I like how I can use one page to paste on (literally like a clipping glued to a page) boxes of information, and keepthem visible and accessible without clicking. Putting boxes off-center or over to the right of the main layout section isa lot more in key with my brain than switching to another note in the notebook.

Here’s an example of OneNote used as a scrapbook:

8/14

Page 9: Evernote vs OneNote: The Best App for Note-Taking, Researching and Organizing?

But search is sadly lacking…

OneNote’s search isn’t as powerful as Evernote’s. See the difference:

9/14

Page 10: Evernote vs OneNote: The Best App for Note-Taking, Researching and Organizing?

When you search a keyword in OneNote, you’re shown the relevant notes. But for some damned reason, you can’tsearch or filter by tag on OneNote for Mac. Sigh.
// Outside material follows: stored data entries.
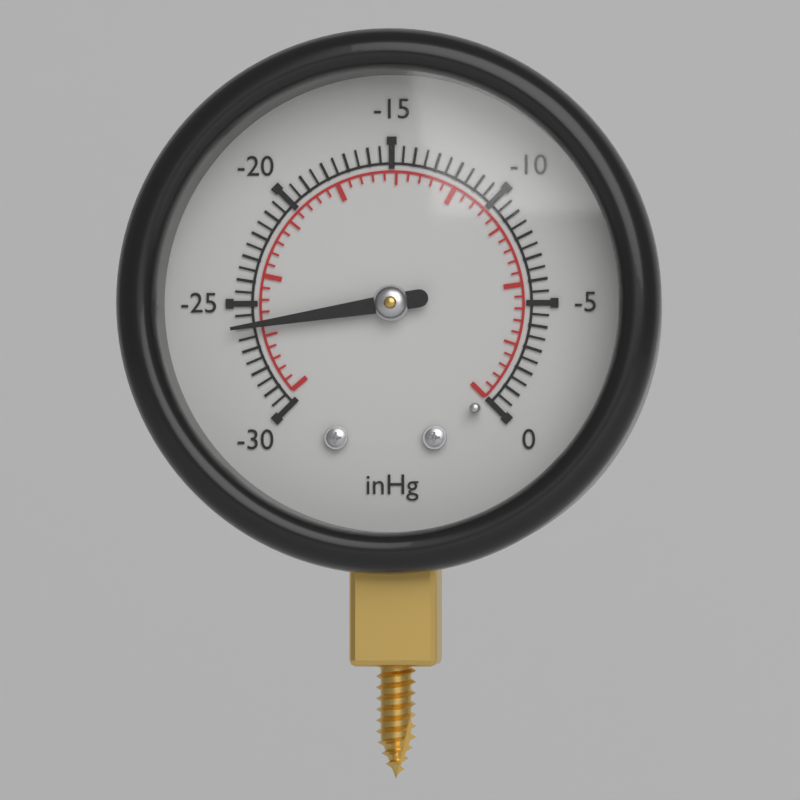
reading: -26.0 inHg
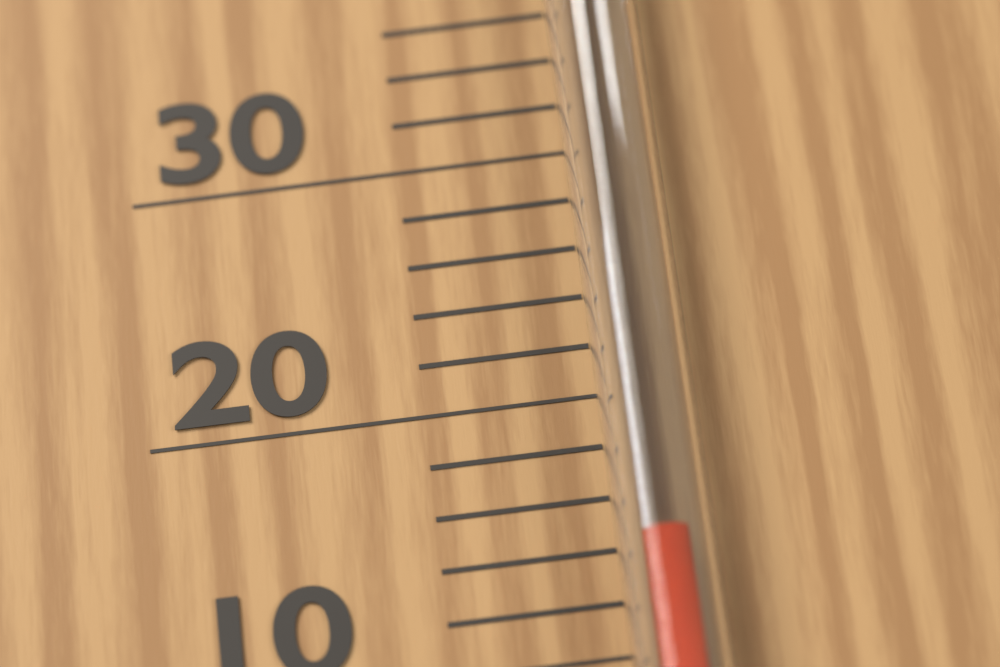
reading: 14 °C
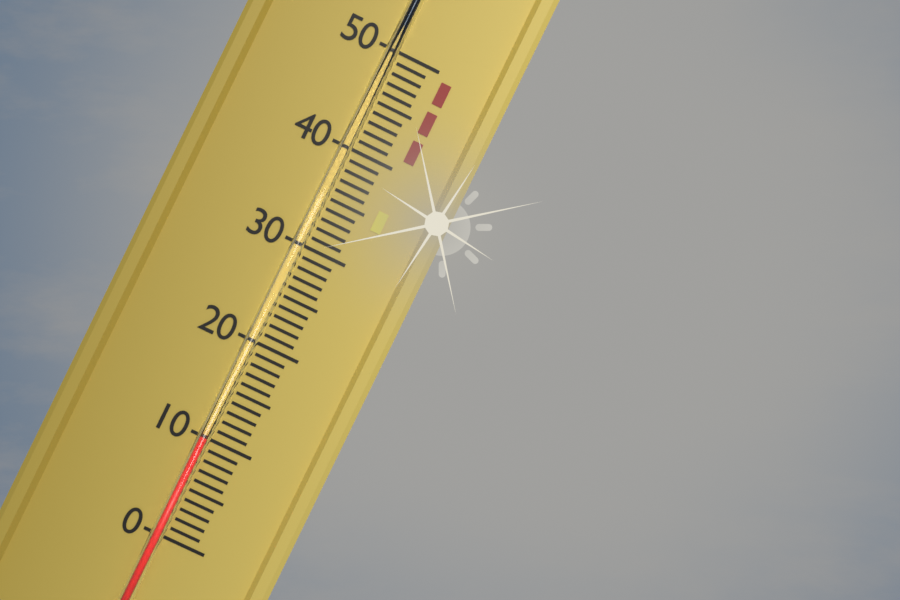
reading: 10 (no unit)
Here’s Evernote’s superior search:

10/14

Page 11: Evernote vs OneNote: The Best App for Note-Taking, Researching and Organizing?

With Evernote we have suggested searches, in-text searches, tag searches, recent searches and the abilityto save and filter searches, too.
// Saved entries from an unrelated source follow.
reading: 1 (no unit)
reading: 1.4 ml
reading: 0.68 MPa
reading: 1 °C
With OneNote, we’ve got section searches, and in-text searches . That’s a sad lack in comparison.

In reality, Evernote and OneNote have 2 drastically different uses…

As I said before, Evernote is an Everything Bucket. It’s a ‘we don’t need no organization’ briefcase stuffed full ofunmarked papers. Let’s look at what it’s best for:

Evernote is best for clipping and organizing web resources

Set your default notebook to something you don’t mind populating with dross, and use the tag feature instead.

11/14

Page 12: Evernote vs OneNote: The Best App for Note-Taking, Researching and Organizing?

(Yes, I do indeed have 22 active browser extensions. And yes, I only ever use 1.)

Since this clip went into my generic clippings folder, it isn’t cluttering up space. And I tagged it with the name of theproject it’s part of so it’s really easy to find. We’re onto a winner!

…If you want to use it for writing, use Alternote

The busy Evernote environment can play havoc with your eyes if you spend 6 hours/day writing in there.

While researching, I tag the clips with the name of the article I’m working on. Then, I open up Alternote, click the tagand start organizing my research into a structure for the post.

12/14

Page 13: Evernote vs OneNote: The Best App for Note-Taking, Researching and Organizing?

OneNote is no good for proper organization, but it’s a great freeform scrapbook

OneNote’s search sucks. It’s tagging is barely even cosmetic, never mind about functional. The way you organizenotes (search and tagging aside) is a little better than Evernote’s but, all things considered, what it’s truly useful foris:

Brainstorming

Freeform note-taking

Informal layout planning

Creating a one-page scrapbook

I’m surprising myself that I recommend it at all, but in reality it’s a great tool for that purpose, whether or not that’swhat Microsoft intended.

Overall, I’m going to use both. OneNote for grabbing things together on one page and organizing them in a way thatfits with the way my brain’s wired. And Evernote/Alternote for collecting and organizing clippings and screenshots,and writing final blog post drafts.

Maybe this will teach me to be less critical of Microsoft than I have been in the past?

Probably not.

13/14

Page 14: Evernote vs OneNote: The Best App for Note-Taking, Researching and Organizing?